According to data from the Kenya Railways Corporation, bookings on Kenya’s standard gauge railway (SGR) more than doubled last year due to increased transit between Nairobi and Mombasa when Covid containment procedures were loosened.

Passenger ticket sales increased by 146 percent to nearly two million in 2020, compared to 811,552 in 2020, helping to improve beach tourism in a year when locals contributed 65 percent of tourist revenues to KSh146.51 billion.

The operator of the line from Mombasa to Suswa near Naivasha, China Road and Bridge Corporation, made Sh2.20 billion in sales to travelers, a 145.58 percent increase over KSh896.03 million a year before.

Bookings for SGR travel between Nairobi and the resort city of Mombasa were depressed in 2020 because of Covid restrictions which included a longer nighttime curfew and suspension of services in April and May that year.
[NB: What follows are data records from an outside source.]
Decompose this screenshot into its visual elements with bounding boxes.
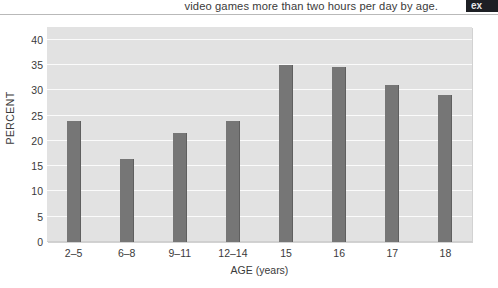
x-tick-label: 2–5 <box>44 247 104 259</box>
gridline <box>47 165 472 166</box>
x-axis-title: AGE (years) <box>47 264 472 276</box>
x-tick-label: 9–11 <box>150 247 210 259</box>
y-axis-title: PERCENT <box>4 83 16 153</box>
y-tick-label: 35 <box>3 60 43 70</box>
bar <box>226 121 240 242</box>
x-tick-label: 16 <box>309 247 369 259</box>
bar <box>385 85 399 242</box>
bar <box>438 95 452 242</box>
plot-area <box>47 27 472 242</box>
y-tick-label: 15 <box>3 161 43 171</box>
bar <box>67 121 81 242</box>
x-tick-label: 18 <box>415 247 475 259</box>
gridline <box>47 39 472 40</box>
bar <box>173 133 187 242</box>
y-tick-label: 5 <box>3 212 43 222</box>
x-tick-label: 12–14 <box>203 247 263 259</box>
bar <box>279 65 293 242</box>
corner-badge: ex <box>466 0 498 12</box>
gridline <box>47 89 472 90</box>
gridline <box>47 216 472 217</box>
caption-strip: video games more than two hours per day … <box>0 0 498 14</box>
gridline <box>47 241 472 242</box>
horizontal-rule <box>0 14 498 15</box>
bar <box>120 159 134 242</box>
y-tick-label: 10 <box>3 186 43 196</box>
figure-caption: video games more than two hours per day … <box>185 0 438 13</box>
y-tick-label: 0 <box>3 237 43 247</box>
gridline <box>47 115 472 116</box>
gridline <box>47 140 472 141</box>
x-axis: 2–56–89–1112–1415161718 <box>47 247 472 261</box>
bar-chart-figure: 0510152025303540 PERCENT 2–56–89–1112–14… <box>0 16 498 288</box>
bar <box>332 67 346 242</box>
corner-badge-label: ex <box>471 0 482 12</box>
y-tick-label: 40 <box>3 35 43 45</box>
x-tick-label: 17 <box>362 247 422 259</box>
gridline <box>47 64 472 65</box>
x-tick-label: 6–8 <box>97 247 157 259</box>
x-tick-label: 15 <box>256 247 316 259</box>
gridline <box>47 190 472 191</box>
The data, collated by Kenya National Bureau of Statistics (KNBS), shows that total sales for freight and passenger services amounted to KSh15.44 billion in the 12-month period ended last December compared with Sh13.33 billion a year earlier.
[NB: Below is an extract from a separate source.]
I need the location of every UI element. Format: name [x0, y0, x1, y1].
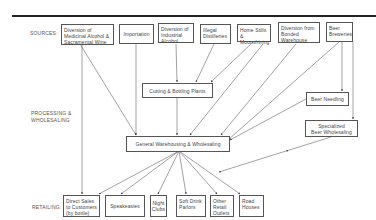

This is after freight services generated Sh13.24 billion in the review period, a 6.49 percent rise over KSh12.44 billion the year before.

Charges for cargo services averaged Sh2,439.10 per tonne, a drop of KSh375.51 or 13.34 percent compared with 2020.
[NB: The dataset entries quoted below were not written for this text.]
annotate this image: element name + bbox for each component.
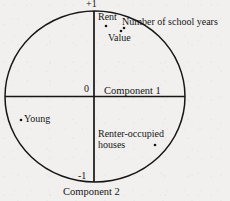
axis-tick-plus-one: +1: [86, 0, 97, 10]
point-label-value: Value: [108, 33, 131, 44]
axis-label-component-2: Component 2: [63, 186, 120, 197]
axis-tick-minus-one: -1: [78, 171, 86, 182]
point-label-rent: Rent: [98, 12, 117, 23]
point-rent: [105, 25, 108, 28]
axis-tick-origin: 0: [84, 84, 89, 95]
renter-label-line-2: houses: [98, 139, 125, 150]
plot-canvas: [0, 0, 230, 201]
renter-label-line-1: Renter-occupied: [98, 128, 164, 139]
axis-label-component-1: Component 1: [104, 85, 161, 96]
point-young: [20, 119, 23, 122]
point-label-young: Young: [24, 114, 50, 125]
point-label-renter-occupied-houses: Renter-occupied houses: [98, 129, 164, 150]
point-label-number-of-school-years: Number of school years: [122, 17, 218, 28]
pca-loading-plot: +1 -1 0 Component 1 Component 2 Rent Num…: [0, 0, 230, 201]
Freight services were the main economic justification for the $3.6 billion (KSh410.5 billion) President Uhuru Kenyatta’s administration pumped into the first phase of project through loans contracted from Exim Bank of China from May 2014.

The SGR line has struggled to attract adequate cargo volumes with importers balking at the tariffs to transport goods from the Port of Mombasa to the Inland Container Depot (ICD) in Nairobi and Suswa for largely consignment destined for western Kenya and neighbouring countries like Uganda and Rwanda.

The Kenya Association of Manufacturers, for instance, argued last year that SGR freight charges were higher than those incurred using road transport.

This negated projections by KRC that freight costs per tonne/kilometre were to fall to $0.083 for importers using the SGR to move goods between Mombasa and Nairobi compared with $0.20 on the

The lobby suggested in the Manufacturing Priority Agenda 2021 that average return transportation cost for trucking a 20-foot container by foot averaged $855 (Sh97,470), nearly double $1580 (KSh180,120) on SGR.

“The additional costs are incurred due to re-marshalling, storage, and demurrage. If removed, the cost of rail transport for 20ft container will be $1,160 (Sh132,240) which is still high compared to road transport by $305 (Sh39,900),” KAM wrote in the report.

“Further, if the cost of empty return by rail, shipping line margins and KPA (Kenya Ports Authority) shunting of empties to empty container depots are removed, the cost of 20ft will be $930 (KSh106,020), creating a difference of $75 (KSh8,550) compared to road.”